TORONTO-One man is dead and a woman hospitalised with life-threatening injuries after a shooting Saturday night at Toronto's Caribbean Festival, the event formerly known as Caribana.Ontario's Special Investigations Unit (SIU) was called in to probe the shooting in which both victims sustained multiple gunshot wounds.The SIU said Toronto police officers responded to a "report of a disturbance" involving three men along the Caribbean Festival's parade route Saturday night, where reports say there were more than one million revellers.In a release the SIU said that "officers interacted with the men and shots were fired."One witness said he heard what sounded like six gunshots just after the parade ended.
"People started screaming," said Kosho Sato, who brought his three children down to the parade."People were screaming and running away."A YouTube video Sato captured just after the shooting shows a man, legs twisted, lying in the street surrounded by police and emergency workers trying to revive him.A woman standing on the edge of the police line starts crying and has to be held up."That's my brother," she tells a police officer.A 30-year-old man was taken by ambulance to Toronto's St Michael's Hospital where he was later pronounced dead.
The 22-year-old woman who was also shot was fighting for her life in hospital Saturday night, said Connie Christie, Emergency Medical Services deputy commander.The SIU said Sunday the woman was in surgery at St Michael's Hospital.An 18-year-old bystander was taken to Toronto General Hospital after a bullet grazed his eyebrow."I'm not exactly sure if the man shot the woman," said Christie. "I don't know the exact circumstances."Toronto police wouldn't comment on the shooting, saying the matter has been handed over to the SIU.
The SIU, which investigates incidents involving police that result in death, injury, or serious sexual assault, has nine investigators probing the shooting.SIU spokesman Frank Phillips declined to comment on reports that one man had a handgun.He said investigators had spoken with at least 14 eyewitnesses, but the magnitude of the crowd suggests more people saw what happened.The name of the deceased man was not released Sunday morning pending notification of next of kin.The Caribbean Festival is the largest festival of its kind in North America, but it is not immune to violence.

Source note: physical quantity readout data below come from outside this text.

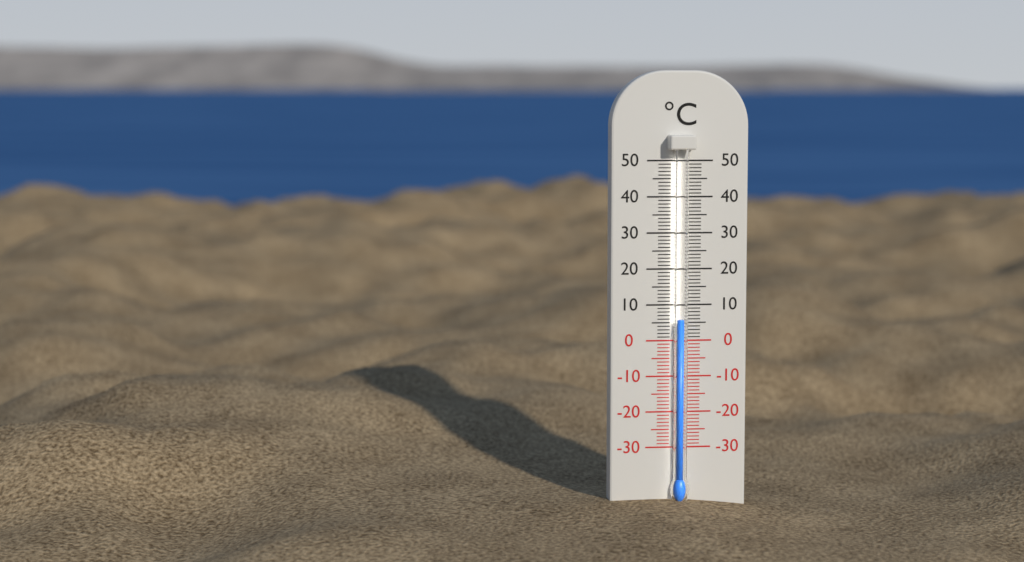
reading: 6 °C
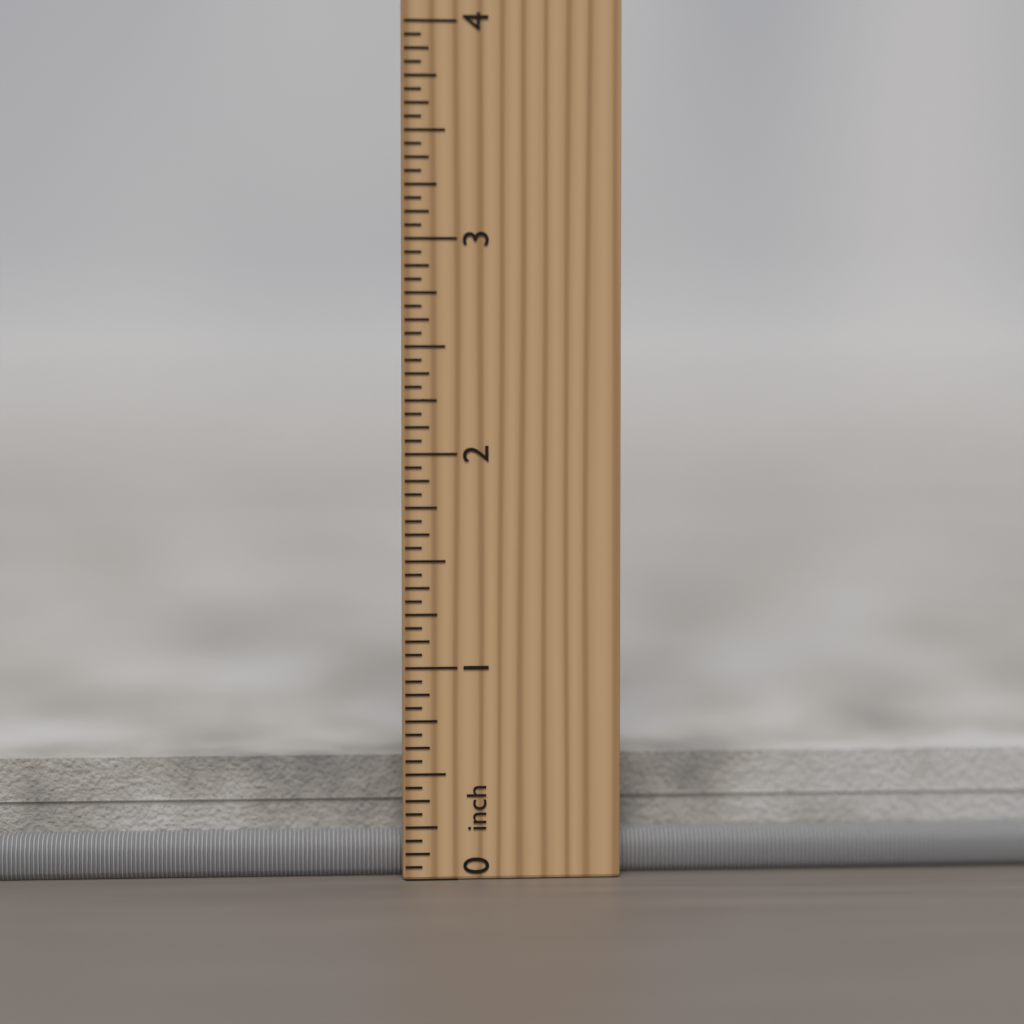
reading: 0.5625 inch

In 2009, two men visiting Toronto for the festival were shot, one fatally, in what police at the time described as a targeted attack.In 2005, a man was killed when shots were fired into a public square crowded with festival revellers.Four men were shot in 2003, and one killed in a 1996 shooting during the festival."Historically there are quite often incidents of violence at Caribana so we're always on guard for anything," said Christie. "You never know what's going to happen anywhere. That's just the way society has gone."